UN adopts draft treaty on nuclear weapons ban
The second round of talks on the treaty that provides for a total ban on nuclear weapons began on June 15
THE UNITED NATIONS, July 7. /TASS/. The draft treaty banning nuclear weapons was agreed on Friday by a majority at the conference on the treaty held at the UN following several weeks of talks in which the nuclear powers, including Russia, the UK, China, the US and France, had not participated.
The draft treaty will be open for signing on September 20, 2017 and will come into effect in a span of 90 days after 50 countries have ratified it. Each state party "undertakes never under any circumstances to develop, test, produce, manufacture, otherwise acquire, possess or stockpile nuclear weapons or other nuclear explosive devices," as well as to use them or to threaten to use them.
The treaty consists of the preamble listing the dangers of nuclear weapons and the main part. Its 20 articles enumerates the party states’ liabilities, procedures of the weapons stockpile declaration and their elimination controlled by the international community and also sets out mechanisms for the treaty’s implementation. The draft treaty envisions the 12-month-long procedure required for a party state to abandon the treaty and a procedure for making amendments after the treaty comes into force.
The second round of talks on the treaty that provides for a total ban on nuclear weapons began on June 15. Five nuclear-armed states, which are the UN Security Council’s permanent members (Russia, the United States, China, France and the UK) did not take part in the conference. Besides, some other major international actors, in particular Israel, South Korea and Japan, were not present. The Netherlands was the only NATO member state to attend the talks.
Earlier, the director of the Russian Foreign Ministry’s non-proliferation and weapons control department, Mikhail Ulyanov, said that Russia would not ratify the nuclear weapons ban treaty since it runs counter to the country’s national interests. The treaty adoption is feared "to have a negative influence on the state of affairs in the international arena, primarily in nuclear non-proliferation."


> [WHAT TO PRODUCE] Apart from the pictures, every line below needs to be reproduced verbatim.

> [Dataset listings of figures]
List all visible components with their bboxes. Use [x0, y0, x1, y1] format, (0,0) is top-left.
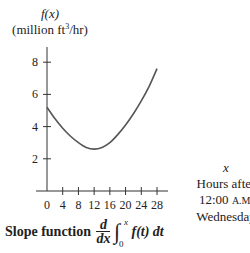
y-tick-label: 2 — [32, 152, 38, 166]
x-tick-label: 12 — [88, 198, 100, 212]
data-curve — [47, 69, 157, 150]
x-tick-label: 8 — [75, 198, 81, 212]
fraction-numerator: d — [96, 218, 110, 232]
x-axis-label-line3: Wednesday — [196, 209, 250, 225]
am-text: A.M. — [232, 195, 250, 206]
fraction-denominator: dx — [96, 232, 110, 245]
x-tick-label: 4 — [60, 198, 66, 212]
x-axis-label: x Hours after 12:00 A.M. Wednesday — [196, 160, 250, 225]
axes: 24680481216202428 — [32, 47, 168, 212]
y-tick-label: 4 — [32, 120, 38, 134]
derivative-fraction: d dx — [96, 218, 110, 245]
x-axis-label-line2: 12:00 A.M. — [196, 192, 250, 209]
y-tick-label: 6 — [32, 87, 38, 101]
integral-lower-limit: 0 — [119, 239, 124, 249]
x-tick-label: 20 — [120, 198, 132, 212]
y-tick-label: 8 — [32, 55, 38, 69]
integrand: f(t) dt — [131, 224, 163, 239]
integral-sign: ∫ x 0 — [114, 219, 128, 245]
x-axis-variable: x — [196, 160, 250, 176]
x-tick-label: 24 — [135, 198, 147, 212]
caption-text: Slope function — [5, 224, 91, 239]
x-tick-label: 0 — [44, 198, 50, 212]
caption: Slope function d dx ∫ x 0 f(t) dt — [5, 218, 164, 245]
x-tick-label: 28 — [151, 198, 163, 212]
integral-upper-limit: x — [124, 217, 128, 227]
time-text: 12:00 — [199, 192, 232, 207]
x-tick-label: 16 — [104, 198, 116, 212]
x-axis-label-line1: Hours after — [196, 176, 250, 192]
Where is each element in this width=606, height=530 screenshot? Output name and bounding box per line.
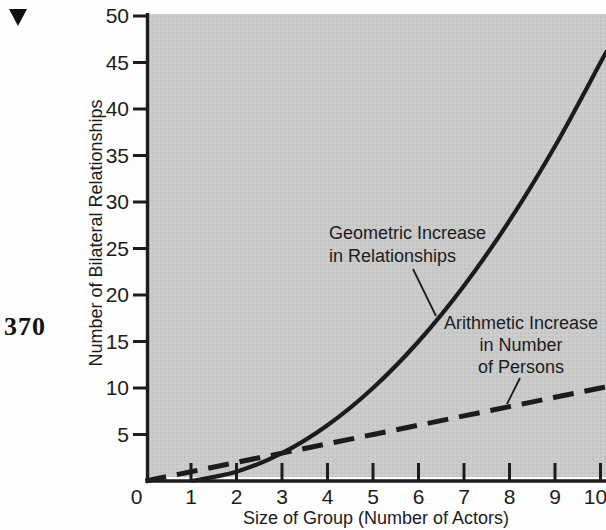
x-tick-label: 3 [276,485,288,508]
x-tick-label: 6 [413,485,425,508]
y-tick-label: 10 [106,376,129,399]
x-tick-label: 9 [549,485,561,508]
y-tick-label: 50 [106,4,129,27]
x-tick-label: 2 [231,485,243,508]
annotation-geometric-curve: Geometric Increase in Relationships [329,222,486,268]
x-tick-label: 5 [367,485,379,508]
x-tick-label: 4 [322,485,334,508]
y-tick-label: 15 [106,330,129,353]
x-tick-label: 0 [131,485,143,508]
down-triangle-icon [9,9,27,26]
page-number: 370 [4,312,48,342]
annotation-line: Arithmetic Increase [435,312,606,334]
x-tick-label: 1 [185,485,197,508]
y-axis-title: Number of Bilateral Relationships [86,73,108,393]
annotation-line: in Relationships [329,245,486,268]
y-tick-label: 5 [117,423,129,446]
textbook-figure: 5101520253035404550012345678910 370 Numb… [0,0,606,530]
annotation-line: of Persons [435,356,606,378]
x-tick-label: 7 [458,485,470,508]
y-tick-label: 25 [106,237,129,260]
x-axis-title: Size of Group (Number of Actors) [216,508,536,529]
x-tick-label: 8 [504,485,516,508]
y-tick-label: 35 [106,144,129,167]
y-tick-label: 30 [106,190,129,213]
annotation-line: in Number [435,334,606,356]
annotation-arithmetic-line: Arithmetic Increase in Number of Persons [435,312,606,378]
y-tick-label: 45 [106,51,129,74]
y-tick-label: 20 [106,283,129,306]
x-tick-label: 10 [584,485,606,508]
y-tick-label: 40 [106,97,129,120]
annotation-line: Geometric Increase [329,222,486,245]
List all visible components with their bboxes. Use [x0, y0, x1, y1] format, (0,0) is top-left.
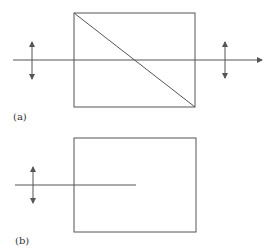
panel-label-b: (b) — [15, 236, 29, 246]
optics-diagram — [0, 0, 273, 250]
panel-label-a: (a) — [13, 112, 27, 122]
panel-b — [15, 138, 196, 232]
panel-a — [13, 13, 262, 107]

> [EXERCISE SOLUTION]
List all visible components with their bboxes. Use [x0, y0, x1, y1] format, (0,0) is top-left.
y-tick-label: 2 — [32, 152, 38, 166]
x-tick-label: 12 — [88, 198, 100, 212]
data-curve — [47, 69, 157, 150]
x-tick-label: 8 — [75, 198, 81, 212]
fraction-numerator: d — [96, 218, 110, 232]
x-axis-label-line3: Wednesday — [196, 209, 250, 225]
am-text: A.M. — [232, 195, 250, 206]
fraction-denominator: dx — [96, 232, 110, 245]
x-tick-label: 4 — [60, 198, 66, 212]
x-axis-label: x Hours after 12:00 A.M. Wednesday — [196, 160, 250, 225]
axes: 24680481216202428 — [32, 47, 168, 212]
y-tick-label: 4 — [32, 120, 38, 134]
derivative-fraction: d dx — [96, 218, 110, 245]
x-axis-label-line2: 12:00 A.M. — [196, 192, 250, 209]
y-tick-label: 6 — [32, 87, 38, 101]
integral-lower-limit: 0 — [119, 239, 124, 249]
x-tick-label: 20 — [120, 198, 132, 212]
y-tick-label: 8 — [32, 55, 38, 69]
integrand: f(t) dt — [131, 224, 163, 239]
integral-sign: ∫ x 0 — [114, 219, 128, 245]
x-axis-variable: x — [196, 160, 250, 176]
x-tick-label: 24 — [135, 198, 147, 212]
caption-text: Slope function — [5, 224, 91, 239]
x-tick-label: 0 — [44, 198, 50, 212]
caption: Slope function d dx ∫ x 0 f(t) dt — [5, 218, 164, 245]
x-tick-label: 28 — [151, 198, 163, 212]
integral-upper-limit: x — [124, 217, 128, 227]
time-text: 12:00 — [199, 192, 232, 207]
x-tick-label: 16 — [104, 198, 116, 212]
x-axis-label-line1: Hours after — [196, 176, 250, 192]
Where is each element in this width=606, height=530 screenshot? Output name and bounding box per line.
x-tick-label: 3 [276,485,288,508]
x-tick-label: 6 [413,485,425,508]
y-tick-label: 10 [106,376,129,399]
x-tick-label: 9 [549,485,561,508]
y-tick-label: 50 [106,4,129,27]
x-tick-label: 2 [231,485,243,508]
annotation-geometric-curve: Geometric Increase in Relationships [329,222,486,268]
x-tick-label: 5 [367,485,379,508]
x-tick-label: 4 [322,485,334,508]
y-tick-label: 15 [106,330,129,353]
x-tick-label: 0 [131,485,143,508]
down-triangle-icon [9,9,27,26]
page-number: 370 [4,312,48,342]
annotation-line: Arithmetic Increase [435,312,606,334]
x-tick-label: 1 [185,485,197,508]
y-axis-title: Number of Bilateral Relationships [86,73,108,393]
annotation-line: in Relationships [329,245,486,268]
y-tick-label: 5 [117,423,129,446]
textbook-figure: 5101520253035404550012345678910 370 Numb… [0,0,606,530]
annotation-line: of Persons [435,356,606,378]
x-tick-label: 7 [458,485,470,508]
y-tick-label: 25 [106,237,129,260]
x-axis-title: Size of Group (Number of Actors) [216,508,536,529]
x-tick-label: 8 [504,485,516,508]
y-tick-label: 35 [106,144,129,167]
y-tick-label: 30 [106,190,129,213]
annotation-line: in Number [435,334,606,356]
annotation-arithmetic-line: Arithmetic Increase in Number of Persons [435,312,606,378]
y-tick-label: 45 [106,51,129,74]
y-tick-label: 20 [106,283,129,306]
x-tick-label: 10 [584,485,606,508]
y-tick-label: 40 [106,97,129,120]
annotation-line: Geometric Increase [329,222,486,245]
List all visible components with their bboxes. Use [x0, y0, x1, y1] format, (0,0) is top-left.
panel-label-b: (b) — [15, 236, 29, 246]
optics-diagram — [0, 0, 273, 250]
panel-label-a: (a) — [13, 112, 27, 122]
panel-b — [15, 138, 196, 232]
panel-a — [13, 13, 262, 107]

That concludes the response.